> About this task
Exactly and only the lines below from the one containing "The height and width of the screenshot is (1409, 667)." down to the one containing "Image resolution: width=1898" are wanted, both included; please exclude every picture.

> Data in this exercise
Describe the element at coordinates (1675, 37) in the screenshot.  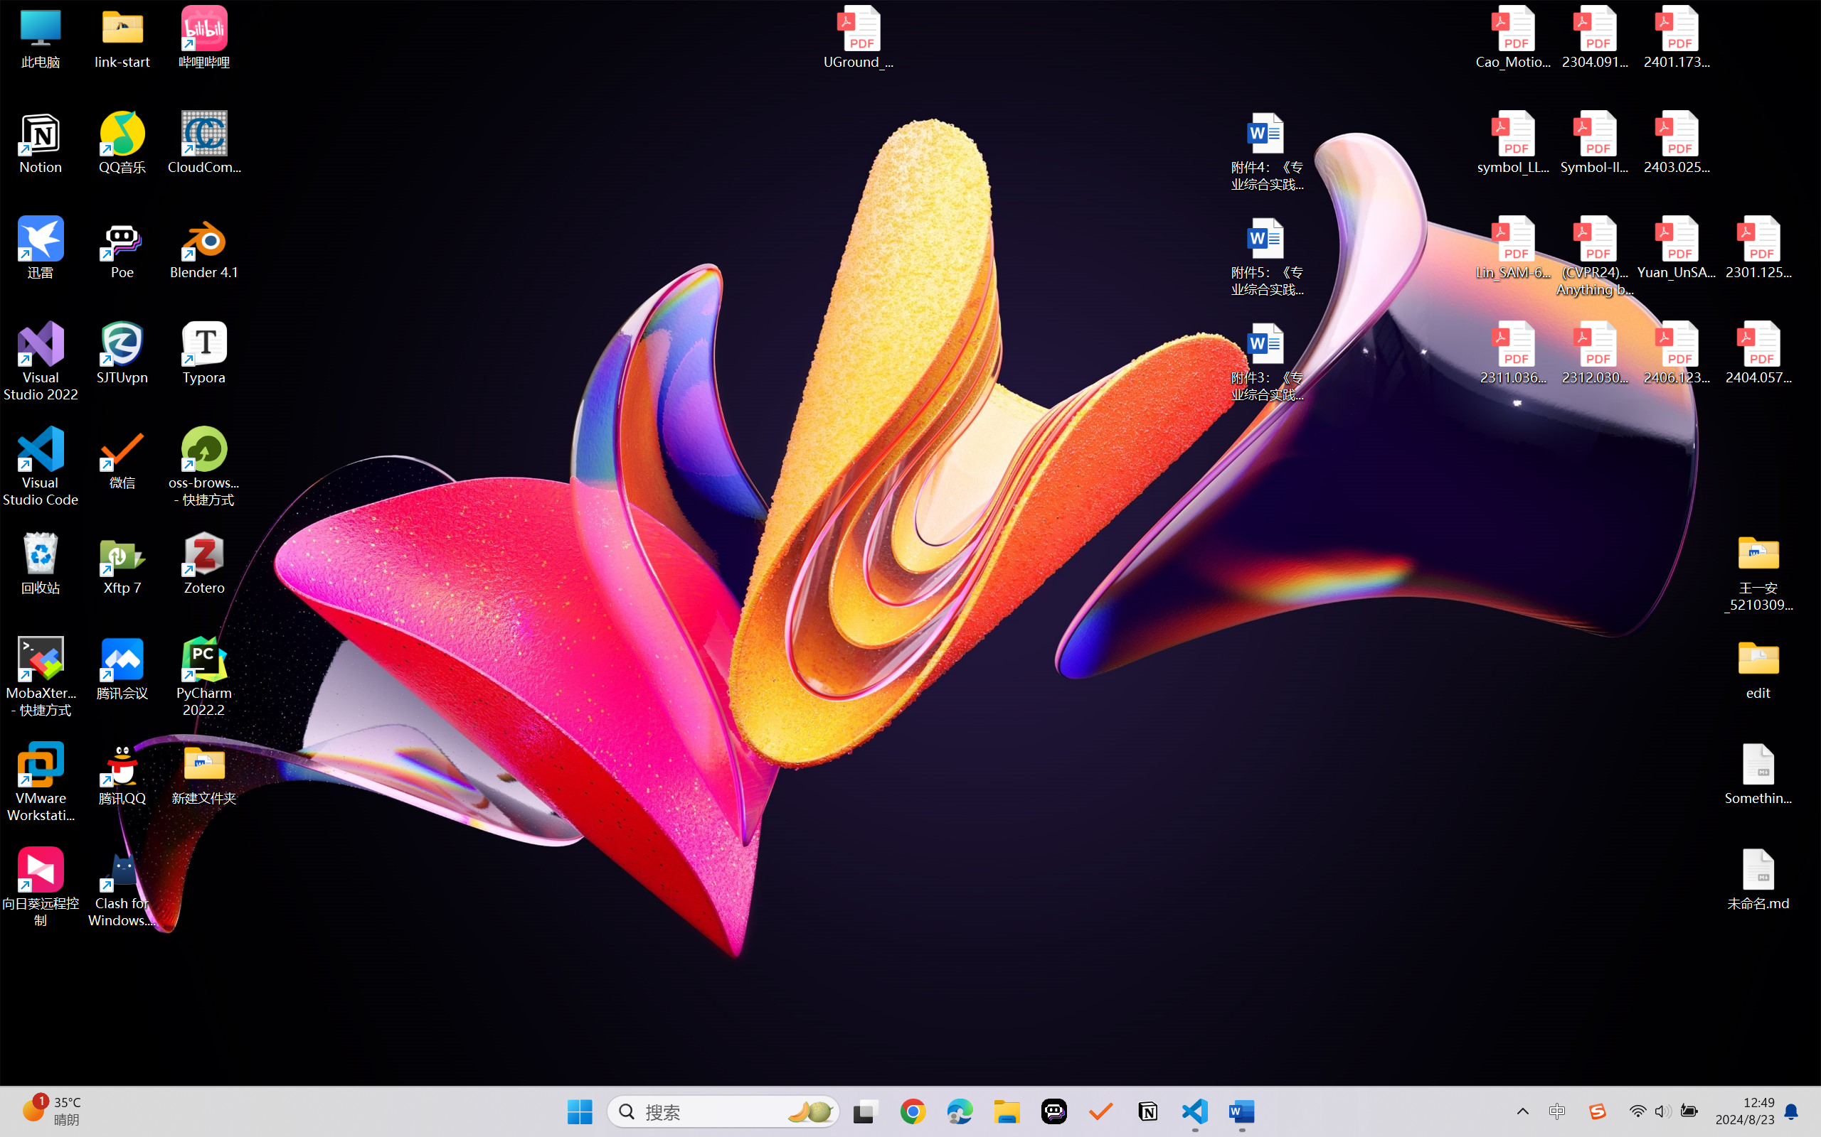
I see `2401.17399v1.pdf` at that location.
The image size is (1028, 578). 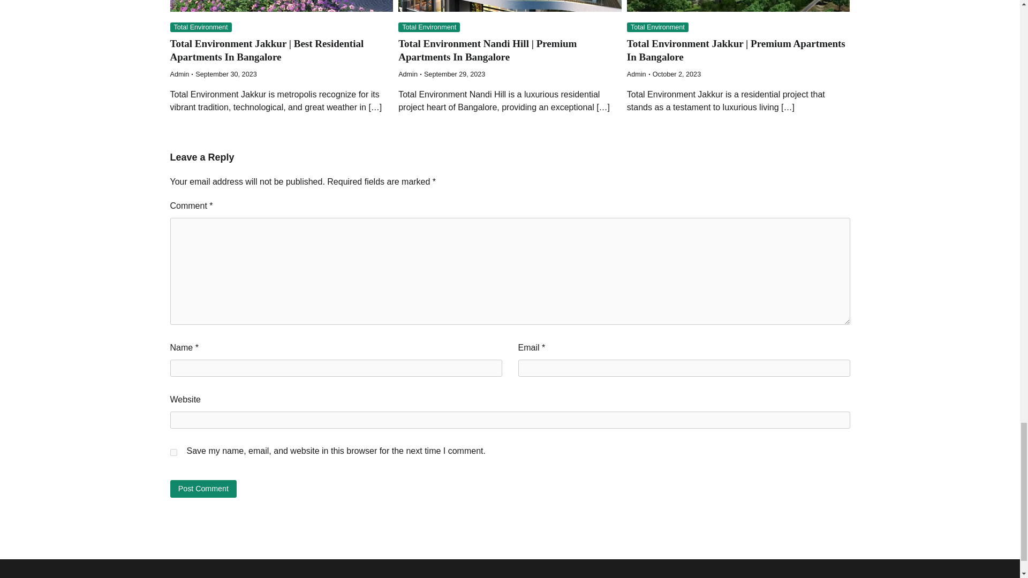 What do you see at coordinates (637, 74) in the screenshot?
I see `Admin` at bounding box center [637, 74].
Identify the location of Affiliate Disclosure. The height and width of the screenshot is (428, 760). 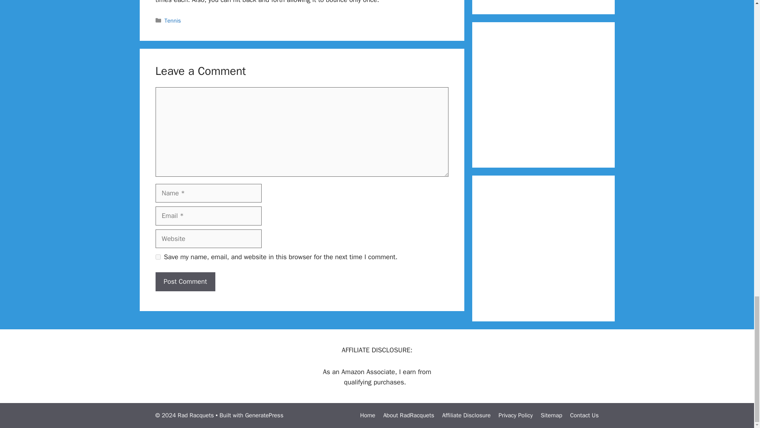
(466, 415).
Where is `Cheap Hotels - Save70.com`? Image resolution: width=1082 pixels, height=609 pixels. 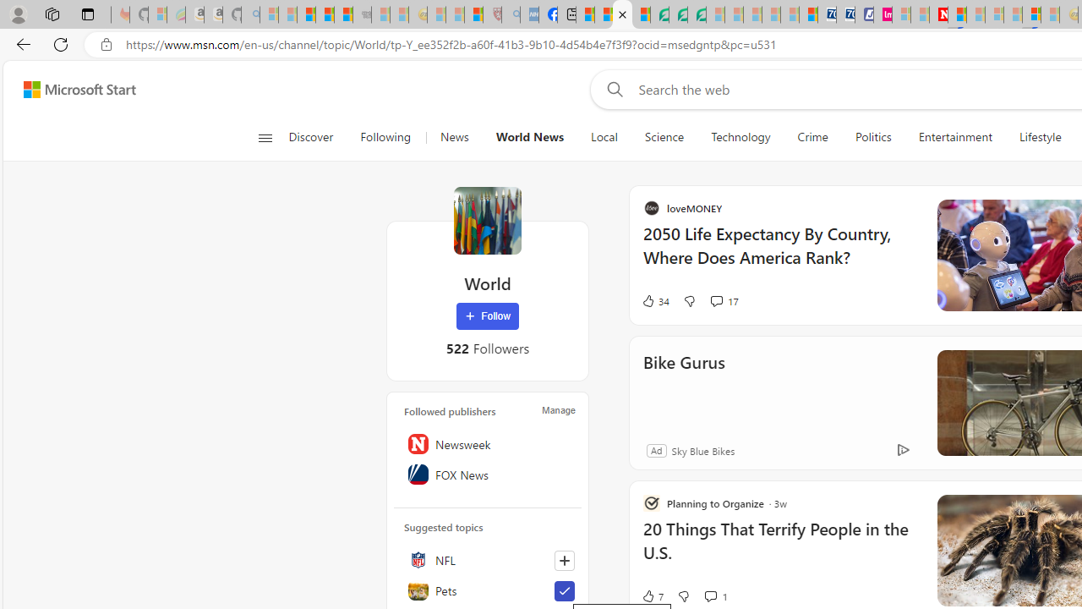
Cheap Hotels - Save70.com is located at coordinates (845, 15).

---

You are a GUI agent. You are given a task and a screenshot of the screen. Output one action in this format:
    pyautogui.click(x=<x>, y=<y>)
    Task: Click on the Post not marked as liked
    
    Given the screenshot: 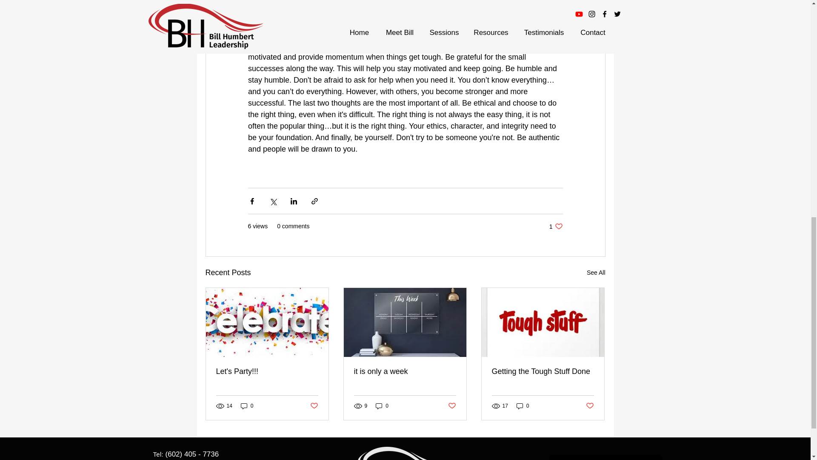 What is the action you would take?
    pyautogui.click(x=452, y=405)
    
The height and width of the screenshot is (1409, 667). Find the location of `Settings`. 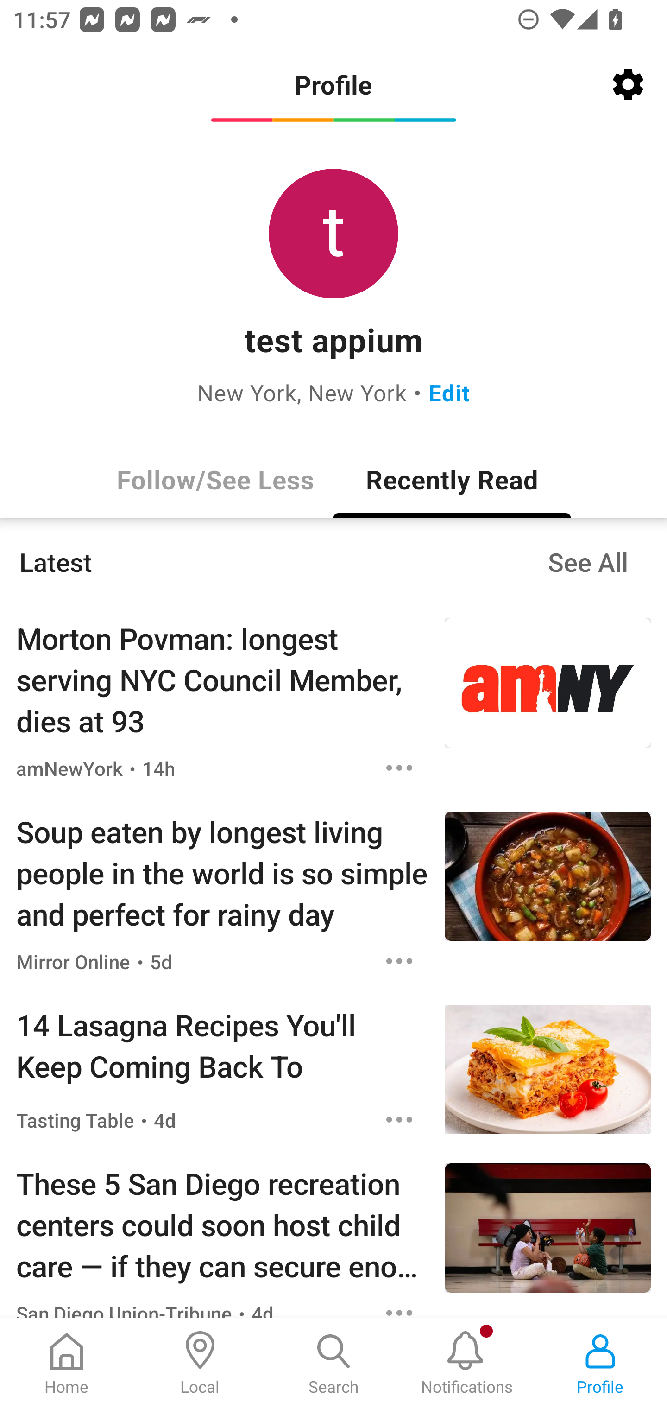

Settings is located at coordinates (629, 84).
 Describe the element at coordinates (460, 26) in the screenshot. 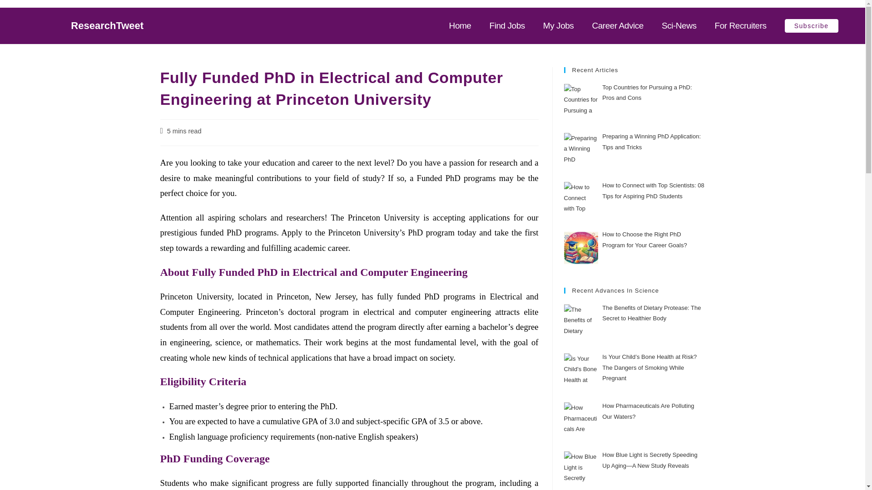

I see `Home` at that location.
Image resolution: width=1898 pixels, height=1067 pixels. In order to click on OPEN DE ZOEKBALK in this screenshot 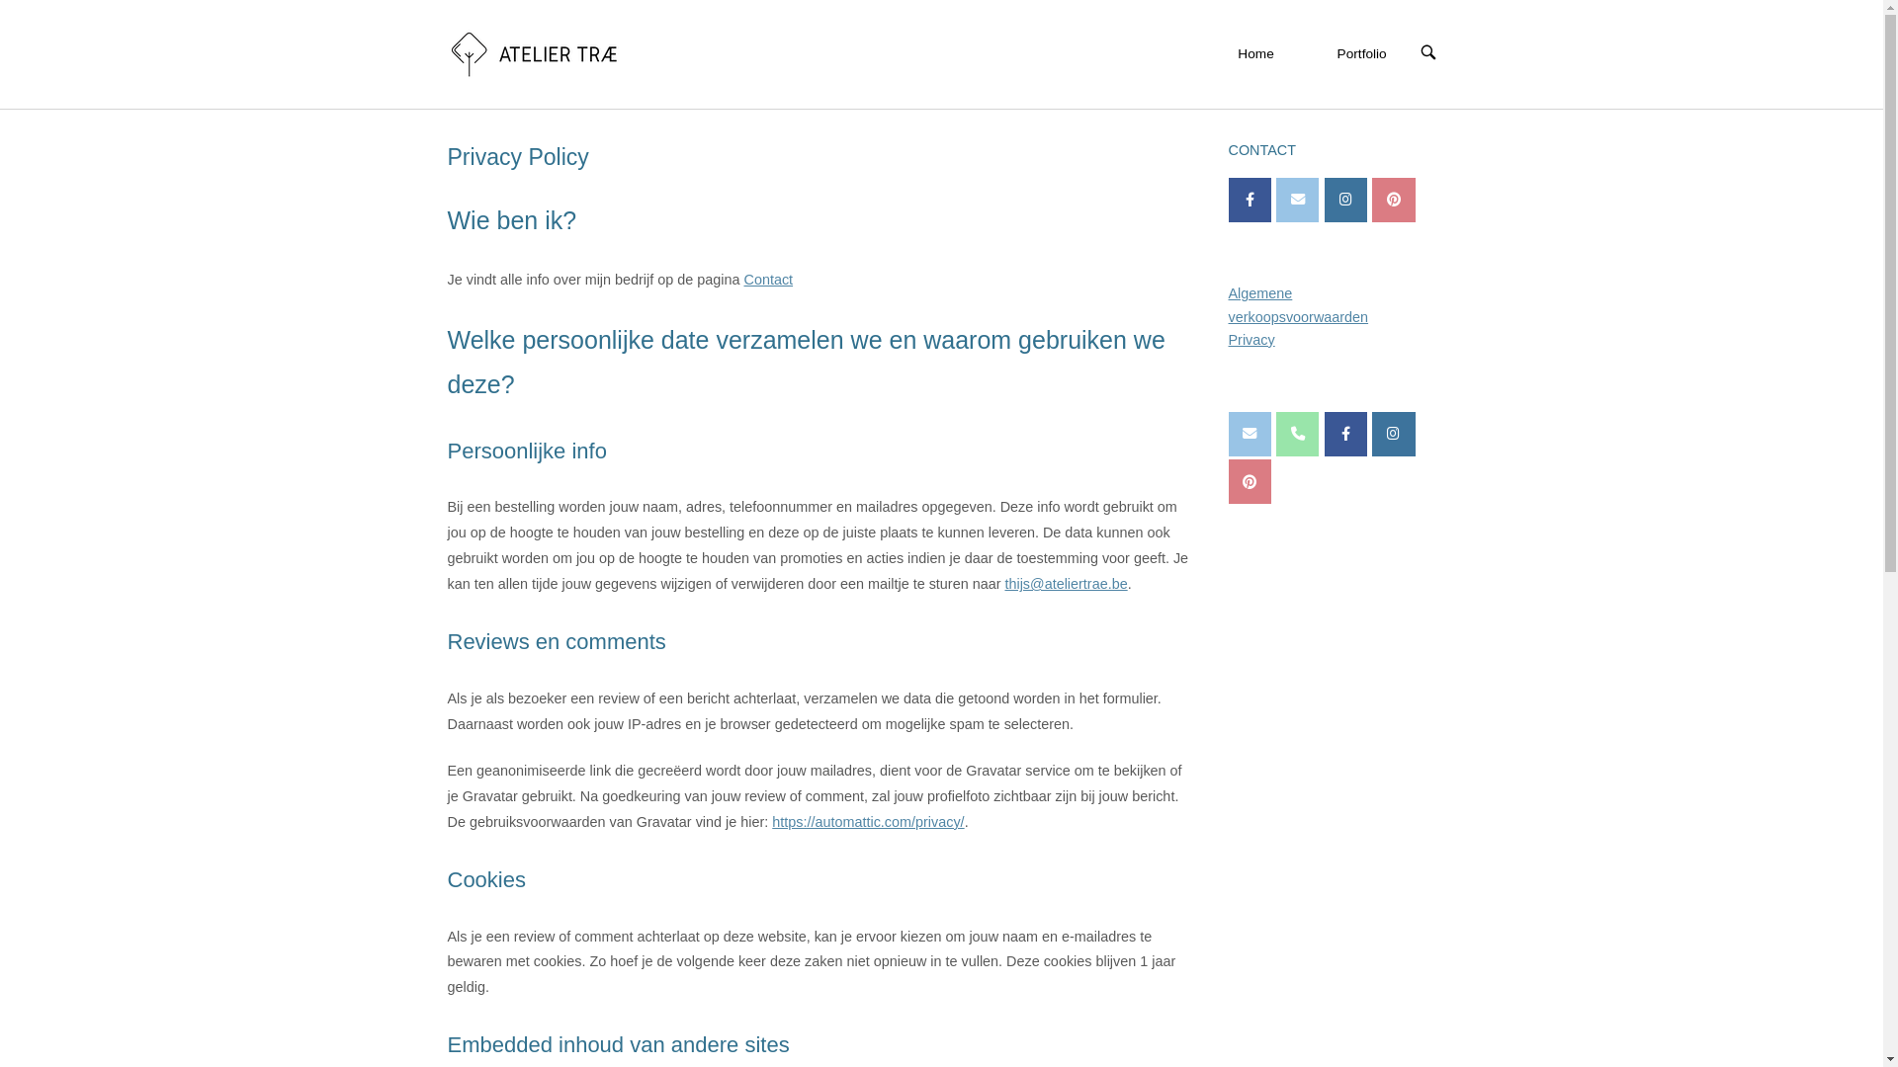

> Reply
The height and width of the screenshot is (1409, 667). Find the location of `Settings`. 

Settings is located at coordinates (629, 84).
 Describe the element at coordinates (460, 26) in the screenshot. 

I see `Home` at that location.
Image resolution: width=1898 pixels, height=1067 pixels. In order to click on OPEN DE ZOEKBALK in this screenshot 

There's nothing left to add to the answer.